The Future of Business Schools in Bangladesh

I still remember the day I decided to do “BBA.”

My mother wasn’t happy.

I was confused between EEE and BBA. My family was heartbroken when she realized I was choosing BBA. That week was a nightmare.

Eventually, I went for a Bachelor in Business Administration with a major in marketing, then did my MSc in Digital Marketing.

Life turned out okay.

But I think I’m one of the lucky ones.

See, there’s a major problem in Bangladesh that most people don’t even realize.

We see education through the lens of jobs—which is completely the wrong way to look at it.

Education is a tool to learn, not a tool to get a job.

People should not learn things just to get jobs.

People should learn because they enjoy learning, because they crave knowledge.

But unfortunately, that’s not how it works in Bangladesh (or most of South Asia).

If you ask someone why they’re doing an engineering degree, chances are, the answer won’t be “because I love engineering.”

Even if they say it, the real reason is usually something else.

They think an engineering degree will help them get a job—because they’ve seen it happen before. Maybe with a big brother, a family member, or someone they look up to.

And that’s a terrible way to choose an education. It needs to change.

I could blame nearly every university and degree program (even STEAM ones) for this mess they’ve created over the past two decades.

But if I had to pick one, I’d go straight for business schools.

Business schools should have led the way in teaching business and entrepreneurship to Bangladeshi students. Instead, they went in a completely different direction.

They started training students to become mediocre managers.

Here’s how the system works:

  1. Someone finishes A Levels or HSC.
  2. They join a BBA program—not because they care about what they’ll learn, but because they think it will help them get a job.
  3. Universities teach them basic, common-sense topics (What is marketing? How to do basic accounting?).
  4. They graduate. And whether they get a job depends on what they did outside the classroom.
  5. Eventually, they learn real skills on the job—the same skills the university should have taught in four years.

It’s a 100% useless degree with no real-world value.

And to make it worse, universities don’t even guarantee a job.

Think about it:

You’re paying 5-10 lakh BDT to an institution, spending four years of your prime youth. They’re teaching you things you could learn from GPT or YouTube in two months. And after all that, they don’t even guarantee you a job.

That sounds like a straight-up scam.

And sadly, it’s been going on for decades.

And it’s not stopping anytime soon.

So I launched a business school of my own which you can apply to from here. I only take around 50-100 people every year and 100% of them get funding + mentorship + support from me & my team to start their business or if they don’t want to start a business then I offer them jobs.

My vision is a world where people will stop pursuing useless degrees and do what actually makes them happy.

Hopefully, this is a step in the right direction.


Reading the records below, find how many lines include the word "xlabel" and give that number alone.

(Dataset rows about figures)
###
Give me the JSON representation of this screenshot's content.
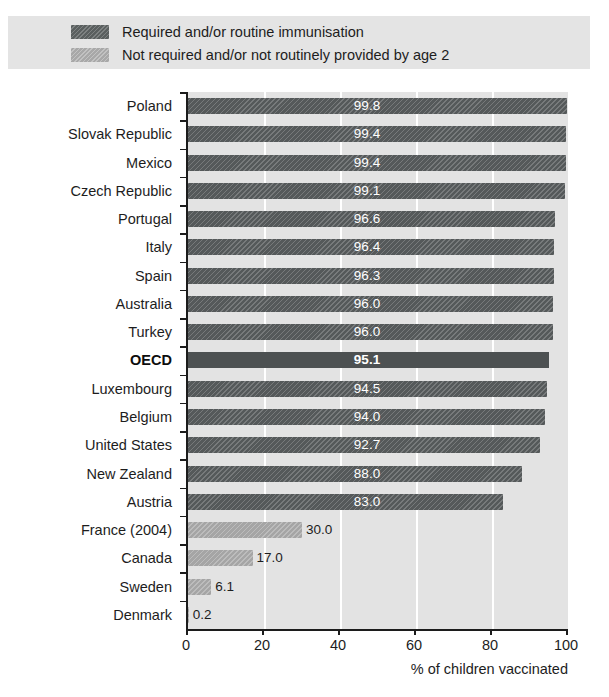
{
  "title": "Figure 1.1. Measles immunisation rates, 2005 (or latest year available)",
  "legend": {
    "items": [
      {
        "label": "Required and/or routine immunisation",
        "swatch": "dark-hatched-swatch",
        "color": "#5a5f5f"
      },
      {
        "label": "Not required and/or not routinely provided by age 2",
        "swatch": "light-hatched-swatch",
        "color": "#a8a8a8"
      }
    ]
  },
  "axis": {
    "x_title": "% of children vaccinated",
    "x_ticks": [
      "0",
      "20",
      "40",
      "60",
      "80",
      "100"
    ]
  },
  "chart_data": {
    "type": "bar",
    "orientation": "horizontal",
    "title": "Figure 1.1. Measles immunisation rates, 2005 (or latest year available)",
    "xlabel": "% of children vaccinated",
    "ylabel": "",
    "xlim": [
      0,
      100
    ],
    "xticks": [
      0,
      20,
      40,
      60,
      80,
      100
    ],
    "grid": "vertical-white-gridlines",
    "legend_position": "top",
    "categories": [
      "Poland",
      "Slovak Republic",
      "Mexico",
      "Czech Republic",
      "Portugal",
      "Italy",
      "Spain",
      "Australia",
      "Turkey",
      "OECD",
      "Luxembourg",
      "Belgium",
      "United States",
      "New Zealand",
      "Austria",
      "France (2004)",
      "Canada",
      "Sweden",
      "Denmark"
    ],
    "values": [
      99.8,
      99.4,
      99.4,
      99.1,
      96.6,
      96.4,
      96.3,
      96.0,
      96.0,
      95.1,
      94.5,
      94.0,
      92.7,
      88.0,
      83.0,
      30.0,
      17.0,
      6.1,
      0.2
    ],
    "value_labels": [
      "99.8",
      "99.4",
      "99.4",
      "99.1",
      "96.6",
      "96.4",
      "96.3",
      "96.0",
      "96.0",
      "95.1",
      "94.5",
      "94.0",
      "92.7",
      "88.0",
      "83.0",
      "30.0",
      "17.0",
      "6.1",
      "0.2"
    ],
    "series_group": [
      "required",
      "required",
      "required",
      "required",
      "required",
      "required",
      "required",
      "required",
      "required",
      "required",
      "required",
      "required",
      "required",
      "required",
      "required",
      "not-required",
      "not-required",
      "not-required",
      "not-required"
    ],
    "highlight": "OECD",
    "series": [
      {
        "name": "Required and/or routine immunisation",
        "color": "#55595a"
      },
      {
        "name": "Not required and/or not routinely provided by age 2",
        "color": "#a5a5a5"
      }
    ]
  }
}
###
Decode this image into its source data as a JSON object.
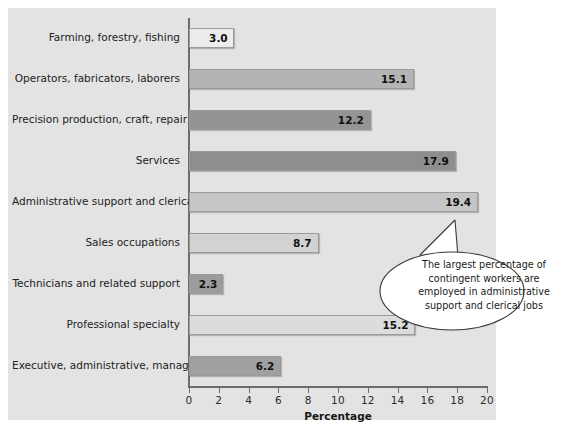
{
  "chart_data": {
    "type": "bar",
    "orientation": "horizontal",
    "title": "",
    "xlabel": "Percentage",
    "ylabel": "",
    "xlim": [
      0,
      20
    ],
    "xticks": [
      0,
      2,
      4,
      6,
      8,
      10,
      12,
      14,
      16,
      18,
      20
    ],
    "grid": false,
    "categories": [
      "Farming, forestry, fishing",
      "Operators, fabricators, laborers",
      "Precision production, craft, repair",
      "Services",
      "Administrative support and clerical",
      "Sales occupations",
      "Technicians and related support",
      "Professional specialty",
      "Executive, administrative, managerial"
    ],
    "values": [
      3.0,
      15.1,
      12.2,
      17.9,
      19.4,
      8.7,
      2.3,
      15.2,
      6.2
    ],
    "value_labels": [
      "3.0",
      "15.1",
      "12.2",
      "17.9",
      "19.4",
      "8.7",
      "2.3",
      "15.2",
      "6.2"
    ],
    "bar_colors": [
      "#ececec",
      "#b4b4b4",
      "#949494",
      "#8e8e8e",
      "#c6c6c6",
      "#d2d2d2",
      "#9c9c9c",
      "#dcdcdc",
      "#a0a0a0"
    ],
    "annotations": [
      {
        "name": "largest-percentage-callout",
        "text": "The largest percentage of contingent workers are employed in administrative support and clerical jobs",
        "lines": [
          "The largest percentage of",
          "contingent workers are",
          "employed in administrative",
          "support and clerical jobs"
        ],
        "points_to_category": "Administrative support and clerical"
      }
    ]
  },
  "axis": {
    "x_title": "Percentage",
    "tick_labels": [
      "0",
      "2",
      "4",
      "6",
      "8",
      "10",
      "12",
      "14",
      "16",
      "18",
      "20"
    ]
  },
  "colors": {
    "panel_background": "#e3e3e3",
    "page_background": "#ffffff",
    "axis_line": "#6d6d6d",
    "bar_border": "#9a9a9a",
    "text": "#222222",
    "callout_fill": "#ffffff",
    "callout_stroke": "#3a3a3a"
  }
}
###
Response below >> 2